Stars (Wendy Darling, #1)

“Hello, boys—may I ask, where is my little brother?”


“I’m over here, Wendy!” a voice in the corner chimed, and Wendy let herself exhale. The boys stood silent and still, watching her like a frozen group of deer.

“If you wouldn’t mind just backing up so I may get out of bed, yes?”

The boys looked at one another and then took a few steps back, perfectly in sync with each other, as if they were of one mind. Wendy found herself unnerved by it, but she still sat up, rubbing her sleepy eyes. The boys clustered in the corner, whispering to each other as she delicately climbed out of the hammock, trying all the while to be ladylike about it, which in the end didn’t happen. She ended up on the floor on her knees, with her nightgown piled up around her thighs. With a blush, she yanked it back down and stood up, her body wobbling back and forth as it readjusted to Neverland’s strange gravitational pull. A chocolate-haired boy scampered over with some sort of rubbery flower in his hands.

“Here, Wendy. This is for you. I’m Brock!”

Another one followed him with a small cup of water.

Wendy nodded her head. “Thank you.”

A tiny boy with toffee skin and impossibly big, dark eyes crept up beside her. “I’m Naji!” Suddenly, she was swarmed again, with boys all around her, handing her gifts. They placed a dark green crown of leaves upon her head and looped vines around her wrists.
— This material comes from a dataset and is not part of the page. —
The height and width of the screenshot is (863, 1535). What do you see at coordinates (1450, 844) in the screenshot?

The boy Brock was touching her hair, lifting and watching it fall, while an adorable ginger-haired boy named Tally stuck his finger curiously between her toes. Two small boys were trying to climb her arms, and another had wrapped himself around her leg. The names bounced off the room like the patter of rain: “Paran!” “Marcus!” “Alfonso!” “Lok!” “Vasha!” Collectively they smelled like earth and sweat. Wendy squirmed, suddenly feeling very uncomfortable, a normal feeling when being buried in a pile of small boys. To her relief, an authoritative voice rang out through the tiny hut.
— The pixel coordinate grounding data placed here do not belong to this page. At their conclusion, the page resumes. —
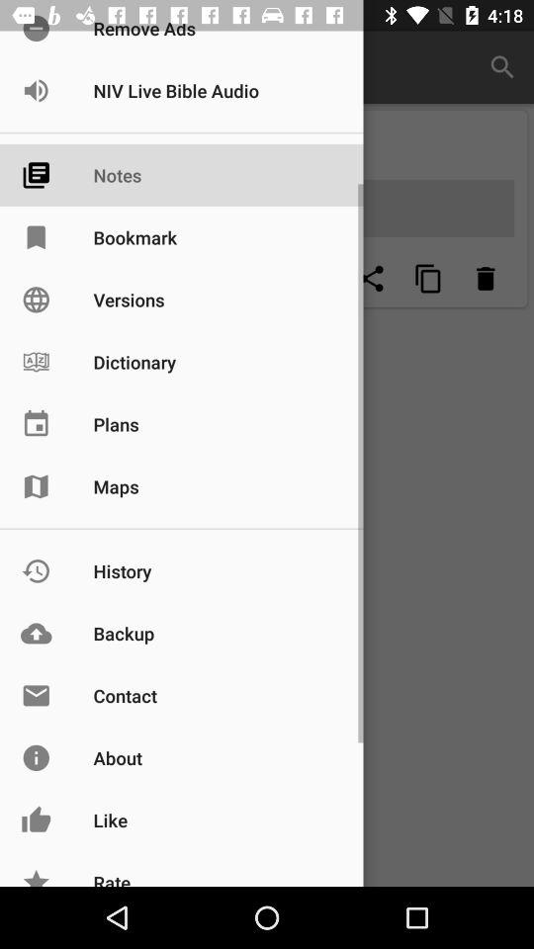 This screenshot has width=534, height=949. What do you see at coordinates (314, 279) in the screenshot?
I see `new tape` at bounding box center [314, 279].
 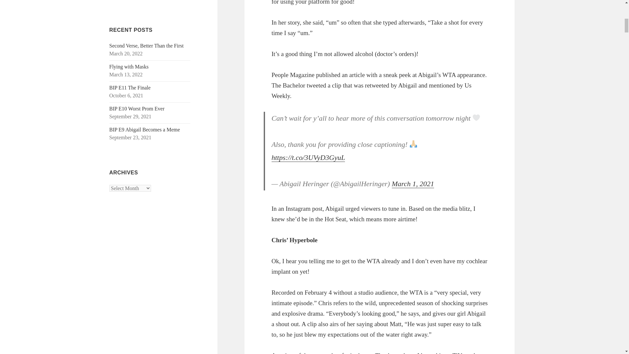 What do you see at coordinates (145, 129) in the screenshot?
I see `BIP E9 Abigail Becomes a Meme` at bounding box center [145, 129].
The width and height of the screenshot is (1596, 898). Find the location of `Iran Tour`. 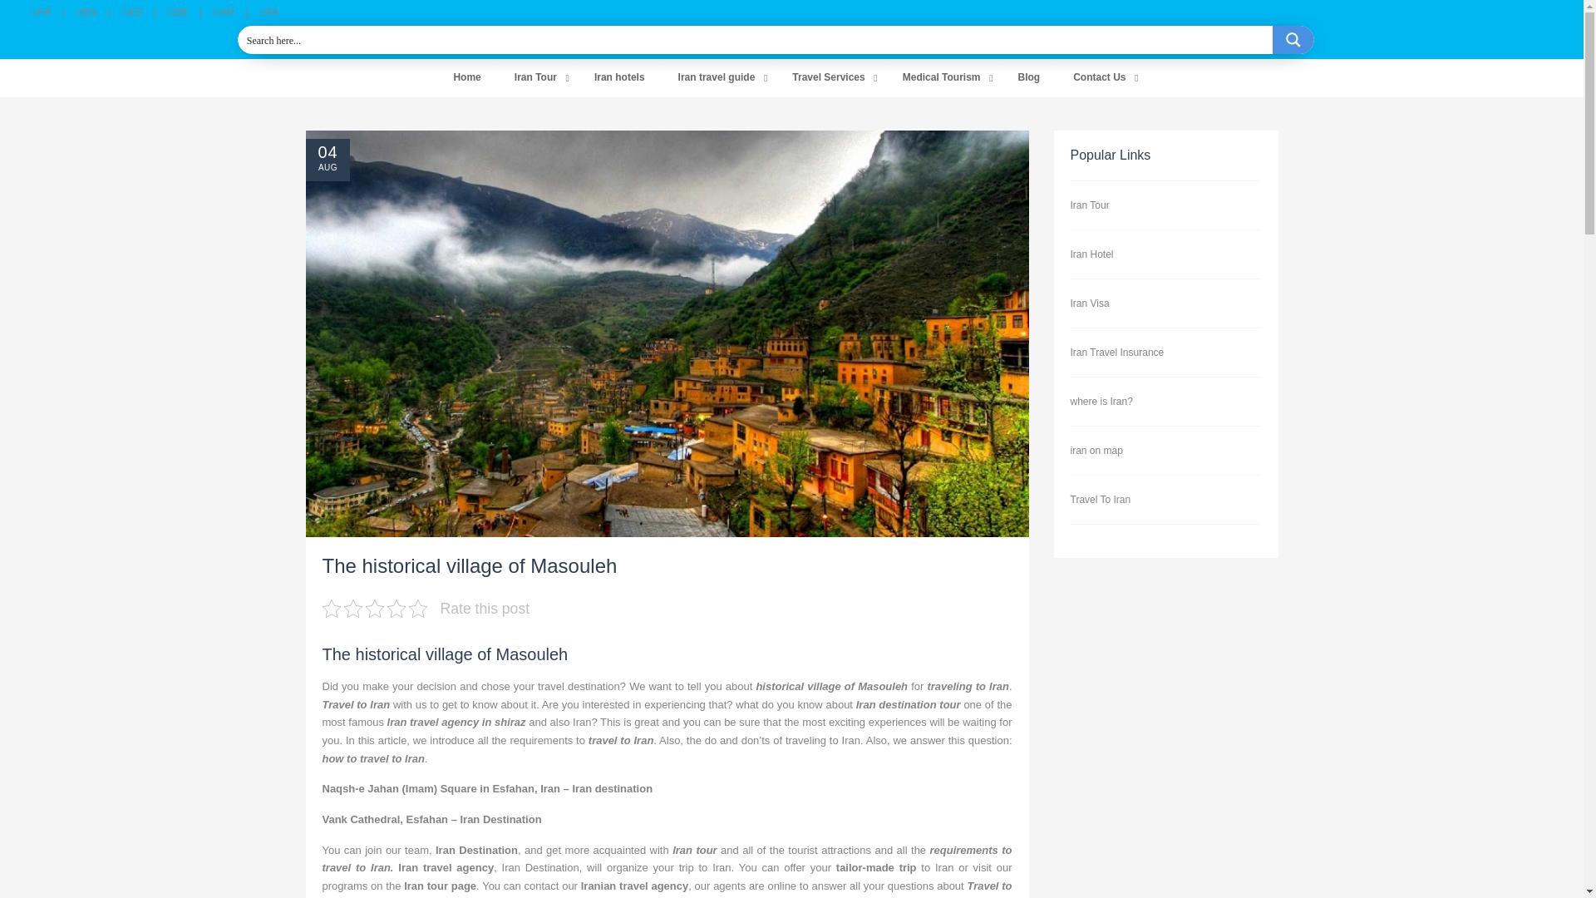

Iran Tour is located at coordinates (538, 78).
“Oy! Boys! Get off her!” The boys scampered away like mice, out the door and into the tree or up onto the open window arches. Wendy looked up and saw one of the three Generals poking his head through the door. The boy shook his head.

“Sorry about the Pips. They’re young and usually quite bored.”

She stared at him intensely, but then she was aware that he noticed her staring, and she ducked her head down, ashamed. He laughed.

“It’s okay to stare. I’m guessing you’ve never seen anyone who looks like me.”

“No, I’m sorry, I haven’t.”

He grinned. “Well, take a good look. Not everyone on this island is this handsome. You might as well get your fill now.”

Wendy smiled as she raised her eyes to look at his face with fascination. Michael had scampered over as well.

“What are those lines on your face, Mr. . . . Mr. . . . what’s your name?”

The General laughed. “I’m Oxley. You can call me Ox. And these lines on my face are the markings of my tribe where I grew up. I got them when I was very young, about your age.”

“Did it hurt?”

Oxley gave Michael a patient smile. “Yes. It did. But I barely remember it. These marks, where I came from, they told strangers things about me that they wouldn’t know right away.” He bent down, and Michael cautiously ran his hands over them.

“They are bumpy!”

Wendy couldn’t tear her eyes from his face. His skin was so dark that it was almost black. She had seen the Africans in London, the telltale packs of foreigners across their strong backs, their brown skin like cocoa shining in the sun. But she had never seen one that was this dark, like ebony. The scars stretched up from the corners of his mouth, hundreds of tiny dots that spread out like constellations across his cheekbones and up toward his ears. Across his forehead were several variations of dotted lines, stretching from one temple to the other. Down his chin was a single line of the dots.

He was stunningly regal.

“What do the lines mean?” Wendy asked. Her eyes never left Oxley’s magnificent face as he sat by Michael, though she did begin pulling the leaves out of her hair. Oxley ran his fingers across his forehead.

“These show which tribe I’m from. It’s a way of telling people who you are without having to tell them everything about yourself. The lines passed down from family to family, identifying our royal lineage.”

Michael was still running his fingers over the man’s scars.

“Michael,” Wendy warned.

“It’s all right,” Oxley said, laughing.

“I don’t know what lineage means, but I LIKE your dots,” Michael mumbled.

“These were from my tribe, and these . . .” he touched the pattern on his cheek, “are my tribal markings for my tribe here, in Neverland. Peter gave me these.”

“WOW!” Michael’s eyes were as big as saucers. “And now you are a part of Peter’s tribe!”